Meat, however, was abundant. Man had yet to encroach upon and severely disrupt local ecologies, and game was not relegated to a preserve or a national forest. Our brains grew big and hogged our metabolic output thanks to meat, which represented a new, denser source of energy for Grok. Neanderthals were our closest ancestors, and they were completely carnivorous, while many Homo sapien cultures were essentially pure meat eaters. Meat was the foundation for man’s emergence as conscious, cunning, brilliant, adaptable, preeminent predator. We depended on meat, which explains why we have such a visceral reaction to it.
The dog salivates at the whiff of a meaty bone, the cat seeks out the sunny patch so it can synthesize Vitamin D in its fur, and the plant strains toward the nourishing sunlight. Organisms are pleasure seekers, and we are no different. We’ve just the ability (or curse) to rationalize and analyze our behavior, sometimes to our detriment. When we start using some arbitrary moral system to condemn and regulate our very natures, we deny our humanity. That is a very, very bad thing. I dunno about you, but I like being human. I like my big brain, and my compassion, and my conscience, and my consciousness. I can appreciate the fact that I drool a little when I smell a steak seared in butter even as I sit down to read the paper with my meal. We represent the union between animal urge and reason. The former keeps us alive and well, while the latter makes us human. The Primal Blueprint simply recognizes those urges, rationalizes them with an examination of the clinical and anthropological evidence, and offers a stable (yet malleable) foundation for people to follow. We satisfy our cravings, blood and grease dripping from our chins, content that this time (like most, actually) our basest urges are the purest and most righteous.

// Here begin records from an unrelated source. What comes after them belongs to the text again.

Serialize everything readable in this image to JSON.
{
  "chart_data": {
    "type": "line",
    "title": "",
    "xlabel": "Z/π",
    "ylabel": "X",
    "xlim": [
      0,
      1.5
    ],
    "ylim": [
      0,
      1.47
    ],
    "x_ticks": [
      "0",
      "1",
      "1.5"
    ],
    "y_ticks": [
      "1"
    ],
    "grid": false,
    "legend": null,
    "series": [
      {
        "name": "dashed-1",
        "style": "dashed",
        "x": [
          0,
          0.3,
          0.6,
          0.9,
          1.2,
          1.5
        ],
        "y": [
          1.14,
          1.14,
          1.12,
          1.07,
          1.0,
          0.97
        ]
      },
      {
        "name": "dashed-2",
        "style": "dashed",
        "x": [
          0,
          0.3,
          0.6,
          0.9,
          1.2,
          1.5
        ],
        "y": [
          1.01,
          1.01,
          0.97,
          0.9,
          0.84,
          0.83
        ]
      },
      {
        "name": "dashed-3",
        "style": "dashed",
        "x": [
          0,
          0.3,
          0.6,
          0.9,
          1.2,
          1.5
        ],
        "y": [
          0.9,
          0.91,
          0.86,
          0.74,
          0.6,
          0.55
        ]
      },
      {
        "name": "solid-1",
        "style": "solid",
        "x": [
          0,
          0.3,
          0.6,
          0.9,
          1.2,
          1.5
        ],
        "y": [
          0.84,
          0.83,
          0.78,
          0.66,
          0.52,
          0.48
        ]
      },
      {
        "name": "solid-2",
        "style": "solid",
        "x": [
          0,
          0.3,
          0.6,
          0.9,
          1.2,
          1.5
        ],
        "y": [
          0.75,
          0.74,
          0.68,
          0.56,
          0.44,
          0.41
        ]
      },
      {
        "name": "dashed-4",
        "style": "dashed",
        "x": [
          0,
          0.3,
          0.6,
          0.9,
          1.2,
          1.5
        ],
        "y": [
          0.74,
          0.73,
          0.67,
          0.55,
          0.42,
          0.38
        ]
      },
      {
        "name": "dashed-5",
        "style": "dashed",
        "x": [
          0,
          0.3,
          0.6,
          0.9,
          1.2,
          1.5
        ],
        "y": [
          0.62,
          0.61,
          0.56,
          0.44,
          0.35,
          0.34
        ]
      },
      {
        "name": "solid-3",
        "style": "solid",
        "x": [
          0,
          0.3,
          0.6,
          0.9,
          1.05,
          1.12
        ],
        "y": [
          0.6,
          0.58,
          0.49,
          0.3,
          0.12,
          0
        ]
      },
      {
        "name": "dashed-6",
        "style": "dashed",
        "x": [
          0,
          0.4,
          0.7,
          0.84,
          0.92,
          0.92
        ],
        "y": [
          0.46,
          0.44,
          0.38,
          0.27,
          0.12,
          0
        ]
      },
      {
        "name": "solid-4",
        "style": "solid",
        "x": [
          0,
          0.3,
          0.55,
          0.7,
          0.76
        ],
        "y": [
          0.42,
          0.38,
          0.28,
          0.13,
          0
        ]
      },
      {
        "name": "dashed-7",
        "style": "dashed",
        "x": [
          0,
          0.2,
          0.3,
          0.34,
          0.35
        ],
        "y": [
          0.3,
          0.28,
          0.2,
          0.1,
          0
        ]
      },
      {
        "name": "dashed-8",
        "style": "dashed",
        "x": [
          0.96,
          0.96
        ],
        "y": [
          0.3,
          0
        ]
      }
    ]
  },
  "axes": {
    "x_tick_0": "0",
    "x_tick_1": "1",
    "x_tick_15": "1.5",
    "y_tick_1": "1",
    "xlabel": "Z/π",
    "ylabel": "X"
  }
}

Jack LaLanne got it half right when he said, “If man made it, don’t eat it,” but I think he dropped the ball with “If it tastes good, spit it out.” I say embrace worldly pleasures that nourish our bodies and minds. Pastured meat, relations with a loved one, a bowl of wild berries, a day of play with some pals, a healthy serving of sunshine – these are true worldly pleasures that we derive from the natural world and to which we are drawn by our natural, animalistic urges. These are urges that promote healthful, vibrant living and true happiness, and I think the ascetic does himself a disservice in denying them. We are animals – thinking, feeling, loving, free animals – and we shouldn’t ignore or bury that fact for inconsequential ideologies or self-imposed limitations.

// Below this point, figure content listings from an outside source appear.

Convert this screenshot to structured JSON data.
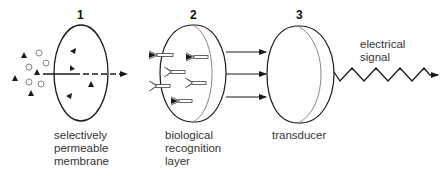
{
  "diagram": {
    "type": "biosensor-schematic",
    "colors": {
      "stroke": "#1a1a1a",
      "text": "#333333",
      "background": "#ffffff",
      "receptor_stroke": "#555555"
    },
    "stages": [
      {
        "number": "1",
        "label_lines": [
          "selectively",
          "permeable",
          "membrane"
        ]
      },
      {
        "number": "2",
        "label_lines": [
          "biological",
          "recognition",
          "layer"
        ]
      },
      {
        "number": "3",
        "label_lines": [
          "transducer"
        ]
      }
    ],
    "output": {
      "label_lines": [
        "electrical",
        "signal"
      ]
    },
    "legend_shapes": {
      "analyte": "filled-triangle",
      "interferent": "open-circle",
      "receptor": "Y-shaped-receptor"
    }
  }
}
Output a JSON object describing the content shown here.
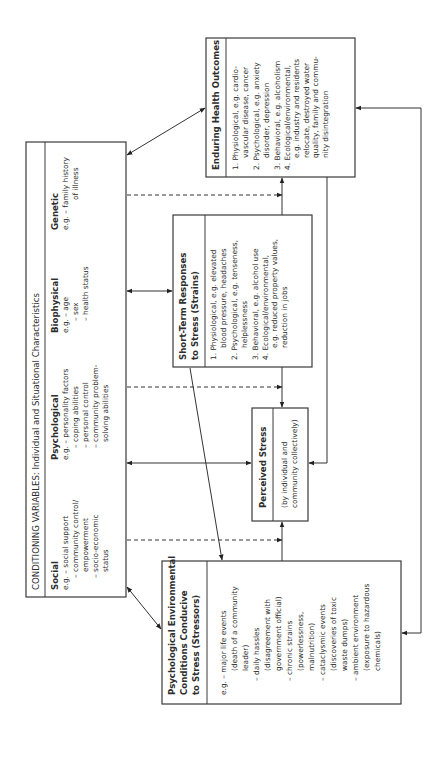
{
  "conditioning": {
    "title": "CONDITIONING VARIABLES: Individual and Situational Characteristics",
    "columns": [
      {
        "heading": "Social",
        "lines": [
          "e.g. – social support",
          "– community control/",
          "empowerment",
          "– socio-economic",
          "status"
        ]
      },
      {
        "heading": "Psychological",
        "lines": [
          "e.g. – personality factors",
          "– coping abilities",
          "– personal control",
          "– community problem-",
          "solving abilities"
        ]
      },
      {
        "heading": "Biophysical",
        "lines": [
          "e.g. – age",
          "– sex",
          "– health status"
        ]
      },
      {
        "heading": "Genetic",
        "lines": [
          "e.g. – family history",
          "of illness"
        ]
      }
    ]
  },
  "stressors": {
    "title_lines": [
      "Psychological Environmental",
      "Conditions Conducive",
      "to Stress (Stressors)"
    ],
    "lines": [
      "e.g. –  major life events",
      "(death of a community",
      "leader)",
      "–  daily hassles",
      "(disagreement with",
      "government official)",
      "–  chronic strains",
      "(powerlessness,",
      "malnutrition)",
      "–  cataclysmic events",
      "(discoveries of toxic",
      "waste dumps)",
      "–  ambient environment",
      "(exposure to hazardous",
      "chemicals)"
    ]
  },
  "perceived": {
    "title": "Perceived Stress",
    "lines": [
      "(by individual and",
      "community collectively)"
    ]
  },
  "short_term": {
    "title_lines": [
      "Short-Term Responses",
      "to Stress (Strains)"
    ],
    "lines": [
      "1.  Physiological, e.g. elevated",
      "blood pressure, headaches",
      "2.  Psychological, e.g. tenseness,",
      "helplessness",
      "3.  Behavioral, e.g. alcohol use",
      "4.  Ecological/environmental,",
      "e.g. reduced property values,",
      "reduction in jobs"
    ]
  },
  "enduring": {
    "title": "Enduring Health Outcomes",
    "lines": [
      "1.  Physiological, e.g. cardio-",
      "vascular disease, cancer",
      "2.  Psychological, e.g. anxiety",
      "disorder, depression",
      "3.  Behavioral, e.g. alcoholism",
      "4.  Ecological/environmental,",
      "e.g. industry and residents",
      "relocate, destroyed water",
      "quality, family and commu-",
      "nity disintegration"
    ]
  }
}
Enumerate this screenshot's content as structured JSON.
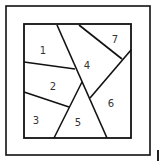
{
  "diagram": {
    "type": "partitioned-square",
    "stroke_color": "#111111",
    "outer_frame": {
      "x": 6,
      "y": 6,
      "w": 144,
      "h": 149
    },
    "inner_frame": {
      "x": 24,
      "y": 24,
      "w": 107,
      "h": 114
    },
    "regions": [
      {
        "id": 1,
        "label": "1",
        "x": 43,
        "y": 54
      },
      {
        "id": 2,
        "label": "2",
        "x": 53,
        "y": 90
      },
      {
        "id": 3,
        "label": "3",
        "x": 36,
        "y": 124
      },
      {
        "id": 4,
        "label": "4",
        "x": 87,
        "y": 69
      },
      {
        "id": 5,
        "label": "5",
        "x": 78,
        "y": 126
      },
      {
        "id": 6,
        "label": "6",
        "x": 111,
        "y": 107
      },
      {
        "id": 7,
        "label": "7",
        "x": 115,
        "y": 43
      }
    ],
    "lines": [
      {
        "x1": 57,
        "y1": 25,
        "x2": 107,
        "y2": 138
      },
      {
        "x1": 24,
        "y1": 62,
        "x2": 75,
        "y2": 69
      },
      {
        "x1": 24,
        "y1": 92,
        "x2": 69,
        "y2": 107
      },
      {
        "x1": 82,
        "y1": 82,
        "x2": 54,
        "y2": 138
      },
      {
        "x1": 79,
        "y1": 25,
        "x2": 122,
        "y2": 59
      },
      {
        "x1": 131,
        "y1": 50,
        "x2": 90,
        "y2": 98
      }
    ]
  }
}
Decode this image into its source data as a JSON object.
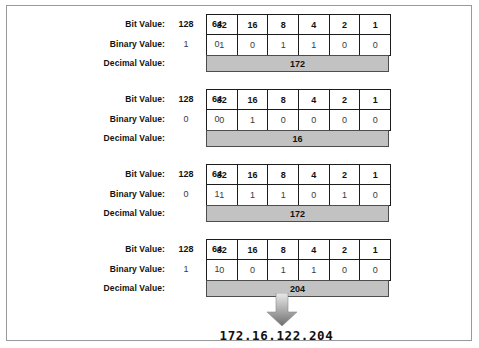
{
  "figure": {
    "result": "172.16.122.204",
    "arrow_icon": "down-arrow-icon",
    "colors": {
      "frame_border": "#9a9a9a",
      "grid_border": "#1c1c1c",
      "decimal_fill": "#c2c2c2",
      "text": "#111111"
    }
  },
  "labels": {
    "bit_value": "Bit Value:",
    "binary_value": "Binary Value:",
    "decimal_value": "Decimal Value:"
  },
  "bit_weights": {
    "loose": [
      "128",
      "64"
    ],
    "boxed": [
      "32",
      "16",
      "8",
      "4",
      "2",
      "1"
    ]
  },
  "octets": [
    {
      "name": "octet-1",
      "bit_value_loose": [
        "128",
        "64"
      ],
      "bit_value_boxed": [
        "32",
        "16",
        "8",
        "4",
        "2",
        "1"
      ],
      "binary_loose": [
        "1",
        "0"
      ],
      "binary_boxed": [
        "1",
        "0",
        "1",
        "1",
        "0",
        "0"
      ],
      "decimal": "172"
    },
    {
      "name": "octet-2",
      "bit_value_loose": [
        "128",
        "64"
      ],
      "bit_value_boxed": [
        "32",
        "16",
        "8",
        "4",
        "2",
        "1"
      ],
      "binary_loose": [
        "0",
        "0"
      ],
      "binary_boxed": [
        "0",
        "1",
        "0",
        "0",
        "0",
        "0"
      ],
      "decimal": "16"
    },
    {
      "name": "octet-3",
      "bit_value_loose": [
        "128",
        "64"
      ],
      "bit_value_boxed": [
        "32",
        "16",
        "8",
        "4",
        "2",
        "1"
      ],
      "binary_loose": [
        "0",
        "1"
      ],
      "binary_boxed": [
        "1",
        "1",
        "1",
        "0",
        "1",
        "0"
      ],
      "decimal": "172"
    },
    {
      "name": "octet-4",
      "bit_value_loose": [
        "128",
        "64"
      ],
      "bit_value_boxed": [
        "32",
        "16",
        "8",
        "4",
        "2",
        "1"
      ],
      "binary_loose": [
        "1",
        "1"
      ],
      "binary_boxed": [
        "0",
        "0",
        "1",
        "1",
        "0",
        "0"
      ],
      "decimal": "204"
    }
  ]
}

As William Blake wrote, “The road of excess leads to the palace of wisdom.” Grok took that road, and perhaps we should, too.
About the Author
Mark Sisson is the founder of Mark’s Daily Apple, godfather to the Primal food and lifestyle movement, and the New York Times bestselling author of The Keto Reset Diet. His latest book is Keto for Life, where he discusses how he combines the keto diet with a Primal lifestyle for optimal health and longevity. Mark is the author of numerous other books as well, including The Primal Blueprint, which was credited with turbocharging the growth of the primal/paleo movement back in 2009. After spending three decades researching and educating folks on why food is the key component to achieving and maintaining optimal wellness, Mark launched Primal Kitchen, a real-food company that creates Primal/paleo, keto, and Whole30-friendly kitchen staples.